Salvatore Romano is a closet case. Bryan Batt is not.
The actor who plays the married but wildly on the down-low art director on AMC’s critically acclaimed “Mad Men” is openly and proudly gay. Batt’s character, however, typifies not just the lives of 1960s gay men, but many gay characters being portrayed on the tube today.
A full 40 years after Stonewall, coming out is still an issue in real life, but it’s even more problematic on TV, reflecting the conflict writers on both network and cable often have between wanting to portray gay men and lesbians realistically and facing producers’ queries about potential audience response. Too much “gay” might chase away straight audiences. Or at least that’s the prevailing attitude.
“Mad Men” has walked an intriguing if sometimes fine line with regard to Romano’s sexuality since the show began in 2007. Since its third season started a few weeks ago, “Mad Men” has put Romano’s storyline on the front-burner. In the premiere episode, Romano has a sexual encounter while he and Don Draper, head of the Sterling Cooper creative team, are on a business trip to Baltimore. The two are staying in a hotel — and Draper, himself having a sexual encounter with a woman — discovers Romano in bed with a hotel employee when a fire alarm forces everyone out of their rooms. Neither man acknowledges the event.
Like many gay men then and now, Romano is married. Batt had asked “Mad Men” creator Matthew Weiner to have Romano marry in season two, because that was the reality for gay men of that era: marriage to a woman to hide their gayness.
As “Mad Men” has evolved, the characters at Sterling Cooper have been revealed with all their personal, sexual and creative conflicts. The roles of women and queers in the most competitive business of the 1960s have been highlighted — as has the manner in which straight men treated both. Advertising was where creativity met corporate in the 1960s. But it was also where the past often refused to make way for the future, particularly when it came to women and queers.
The shifting mores of the period are reflected at Sterling Cooper. Birth control had just been legalized. Openly gay people were beginning to declare themselves in the workplace.
But the reactions among the straight men whose world this was were not welcoming. Women are still viewed as secretary and bed material only, not as possible peers. Gay men, regardless of talent or acumen, are the objects of ridicule. Last season, Romano stood silently as the team disparaged a newly hired advertising executive, Kurt, who had declared he was gay.
Looking over the upcoming fall premieres, the number of gay male characters is few. Some peripheral characters return in prime-time offerings like “Desperate Housewives” and “Brothers & Sisters” and TNT’s “Raising the Bar” retains its gay male attorney, Charlie. The new mockumentary “Modern Family” has a gay-male couple as part of its ensemble.
TV clearly has an easier time depicting bisexual female characters than gay men. Where “Mad Men” differs from other series is in evolving Romano’s character and his feelings for other men, and his internal war with what’s “normal” for his colleagues and what feels normal for him.
In 2009, the closet is still only slightly more open for gay-male characters on TV than it was in “Mad Men’s” era, when Don Murray starred as the closeted gay man in Otto Preminger’s film “Advise and Consent.” And Salvatore Romano is a character who isn’t in a time warp at all, but one who still represents a significant number of gay men in America today.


Task instructions
Each entry must be printed again without a single change.

Provided information
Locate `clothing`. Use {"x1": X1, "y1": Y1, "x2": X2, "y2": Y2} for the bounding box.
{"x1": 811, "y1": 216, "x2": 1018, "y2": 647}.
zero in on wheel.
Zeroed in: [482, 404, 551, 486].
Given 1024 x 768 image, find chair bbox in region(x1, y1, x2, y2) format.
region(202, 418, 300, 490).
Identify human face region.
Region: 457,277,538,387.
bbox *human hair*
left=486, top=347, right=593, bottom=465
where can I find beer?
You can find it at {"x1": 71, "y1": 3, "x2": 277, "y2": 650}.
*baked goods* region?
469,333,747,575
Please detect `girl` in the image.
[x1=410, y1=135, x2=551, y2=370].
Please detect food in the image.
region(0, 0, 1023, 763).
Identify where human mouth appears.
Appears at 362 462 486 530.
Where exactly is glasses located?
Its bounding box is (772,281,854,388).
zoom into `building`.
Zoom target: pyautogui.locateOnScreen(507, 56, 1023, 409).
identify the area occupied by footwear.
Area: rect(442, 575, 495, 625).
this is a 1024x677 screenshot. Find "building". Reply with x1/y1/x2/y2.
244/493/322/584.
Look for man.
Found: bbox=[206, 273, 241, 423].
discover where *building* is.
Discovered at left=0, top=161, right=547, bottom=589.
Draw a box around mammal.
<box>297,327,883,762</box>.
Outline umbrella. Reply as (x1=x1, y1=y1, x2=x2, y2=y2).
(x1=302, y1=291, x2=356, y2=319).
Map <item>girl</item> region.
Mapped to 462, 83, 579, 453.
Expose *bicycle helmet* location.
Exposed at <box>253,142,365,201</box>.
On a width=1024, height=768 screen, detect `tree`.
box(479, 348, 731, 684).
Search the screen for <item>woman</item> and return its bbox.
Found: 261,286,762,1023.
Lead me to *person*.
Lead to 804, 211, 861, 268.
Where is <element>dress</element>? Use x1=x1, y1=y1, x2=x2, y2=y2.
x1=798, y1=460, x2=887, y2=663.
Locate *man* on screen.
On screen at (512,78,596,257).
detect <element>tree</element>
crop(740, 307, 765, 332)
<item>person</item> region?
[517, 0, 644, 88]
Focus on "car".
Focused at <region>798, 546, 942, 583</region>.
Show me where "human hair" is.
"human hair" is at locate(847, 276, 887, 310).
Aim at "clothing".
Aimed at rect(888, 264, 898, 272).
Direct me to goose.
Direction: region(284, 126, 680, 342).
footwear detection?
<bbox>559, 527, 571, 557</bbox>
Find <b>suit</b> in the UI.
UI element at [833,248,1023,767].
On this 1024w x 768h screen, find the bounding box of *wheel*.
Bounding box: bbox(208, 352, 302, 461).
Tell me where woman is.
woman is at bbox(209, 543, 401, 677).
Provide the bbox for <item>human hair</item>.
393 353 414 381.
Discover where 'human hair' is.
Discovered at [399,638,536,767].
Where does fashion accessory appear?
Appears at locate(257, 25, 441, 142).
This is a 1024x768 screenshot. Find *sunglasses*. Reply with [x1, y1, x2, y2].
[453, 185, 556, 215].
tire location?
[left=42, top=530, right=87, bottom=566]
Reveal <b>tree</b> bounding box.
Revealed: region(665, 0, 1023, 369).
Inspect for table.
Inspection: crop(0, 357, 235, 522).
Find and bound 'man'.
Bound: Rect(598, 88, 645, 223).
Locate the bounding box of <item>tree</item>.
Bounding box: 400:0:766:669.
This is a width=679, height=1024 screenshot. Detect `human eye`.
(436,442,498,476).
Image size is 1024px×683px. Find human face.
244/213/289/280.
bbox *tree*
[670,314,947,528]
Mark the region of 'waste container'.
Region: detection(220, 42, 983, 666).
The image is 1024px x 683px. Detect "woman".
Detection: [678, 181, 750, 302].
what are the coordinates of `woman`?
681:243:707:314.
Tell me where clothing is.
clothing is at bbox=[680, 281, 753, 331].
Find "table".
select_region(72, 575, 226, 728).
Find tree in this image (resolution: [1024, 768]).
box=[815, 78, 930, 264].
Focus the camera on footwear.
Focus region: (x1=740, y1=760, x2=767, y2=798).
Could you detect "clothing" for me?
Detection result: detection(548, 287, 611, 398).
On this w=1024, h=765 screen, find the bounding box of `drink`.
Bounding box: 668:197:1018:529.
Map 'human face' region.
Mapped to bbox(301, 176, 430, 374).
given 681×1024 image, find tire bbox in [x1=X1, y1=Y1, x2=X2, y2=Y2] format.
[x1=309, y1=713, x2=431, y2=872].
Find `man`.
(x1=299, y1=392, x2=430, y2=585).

Exercise response
Locate `clothing`. Use {"x1": X1, "y1": Y1, "x2": X2, "y2": Y2} for the bounding box.
{"x1": 811, "y1": 216, "x2": 1018, "y2": 647}.
zero in on wheel.
Zeroed in: [482, 404, 551, 486].
Given 1024 x 768 image, find chair bbox in region(x1, y1, x2, y2) format.
region(202, 418, 300, 490).
Identify human face region.
Region: 457,277,538,387.
bbox *human hair*
left=486, top=347, right=593, bottom=465
where can I find beer?
You can find it at {"x1": 71, "y1": 3, "x2": 277, "y2": 650}.
*baked goods* region?
469,333,747,575
Please detect `girl` in the image.
[x1=410, y1=135, x2=551, y2=370].
Please detect food in the image.
region(0, 0, 1023, 763).
Identify where human mouth appears.
Appears at 362 462 486 530.
Where exactly is glasses located?
Its bounding box is (772,281,854,388).
zoom into `building`.
Zoom target: pyautogui.locateOnScreen(507, 56, 1023, 409).
identify the area occupied by footwear.
Area: rect(442, 575, 495, 625).
this is a 1024x677 screenshot. Find "building". Reply with x1/y1/x2/y2.
244/493/322/584.
Look for man.
Found: bbox=[206, 273, 241, 423].
discover where *building* is.
Discovered at left=0, top=161, right=547, bottom=589.
Draw a box around mammal.
<box>297,327,883,762</box>.
Outline umbrella. Reply as (x1=x1, y1=y1, x2=x2, y2=y2).
(x1=302, y1=291, x2=356, y2=319).
Map <item>girl</item> region.
Mapped to 462, 83, 579, 453.
Expose *bicycle helmet* location.
Exposed at <box>253,142,365,201</box>.
On a width=1024, height=768 screen, detect `tree`.
box(479, 348, 731, 684).
Search the screen for <item>woman</item> and return its bbox.
Found: 261,286,762,1023.
Lead me to *person*.
Lead to 804, 211, 861, 268.
Where is <element>dress</element>? Use x1=x1, y1=y1, x2=x2, y2=y2.
x1=798, y1=460, x2=887, y2=663.
Locate *man* on screen.
On screen at (512,78,596,257).
detect <element>tree</element>
crop(740, 307, 765, 332)
<item>person</item> region?
[517, 0, 644, 88]
Focus on "car".
Focused at <region>798, 546, 942, 583</region>.
Show me where "human hair" is.
"human hair" is at locate(847, 276, 887, 310).
Aim at "clothing".
Aimed at rect(888, 264, 898, 272).
Direct me to goose.
Direction: region(284, 126, 680, 342).
footwear detection?
<bbox>559, 527, 571, 557</bbox>
Find <b>suit</b> in the UI.
UI element at [833,248,1023,767].
On this 1024w x 768h screen, find the bounding box of *wheel*.
Bounding box: bbox(208, 352, 302, 461).
Tell me where woman is.
woman is at bbox(209, 543, 401, 677).
Provide the bbox for <item>human hair</item>.
393 353 414 381.
Discover where 'human hair' is.
Discovered at [399,638,536,767].
Where does fashion accessory appear?
Appears at locate(257, 25, 441, 142).
This is a 1024x768 screenshot. Find *sunglasses*. Reply with [x1, y1, x2, y2].
[453, 185, 556, 215].
tire location?
[left=42, top=530, right=87, bottom=566]
Reveal <b>tree</b> bounding box.
Revealed: region(665, 0, 1023, 369).
Inspect for table.
Inspection: crop(0, 357, 235, 522).
Find and bound 'man'.
Bound: Rect(598, 88, 645, 223).
Locate the bounding box of <item>tree</item>.
Bounding box: 400:0:766:669.
This is a width=679, height=1024 screenshot. Detect `human eye`.
(436,442,498,476).
Image size is 1024px×683px. Find human face.
244/213/289/280.
bbox *tree*
[670,314,947,528]
Mark the region of 'waste container'.
Region: detection(220, 42, 983, 666).
The image is 1024px x 683px. Detect "woman".
Detection: [678, 181, 750, 302].
what are the coordinates of `woman`?
681:243:707:314.
Tell me where clothing is.
clothing is at bbox=[680, 281, 753, 331].
Find "table".
select_region(72, 575, 226, 728).
Find tree in this image (resolution: [1024, 768]).
box=[815, 78, 930, 264].
Focus the camera on footwear.
Focus region: (x1=740, y1=760, x2=767, y2=798).
Could you detect "clothing" for me?
Detection result: detection(548, 287, 611, 398).
On this w=1024, h=765 screen, find the bounding box of `drink`.
Bounding box: 668:197:1018:529.
Map 'human face' region.
Mapped to bbox(301, 176, 430, 374).
given 681×1024 image, find tire bbox in [x1=X1, y1=Y1, x2=X2, y2=Y2] format.
[x1=309, y1=713, x2=431, y2=872].
Find `man`.
(x1=299, y1=392, x2=430, y2=585).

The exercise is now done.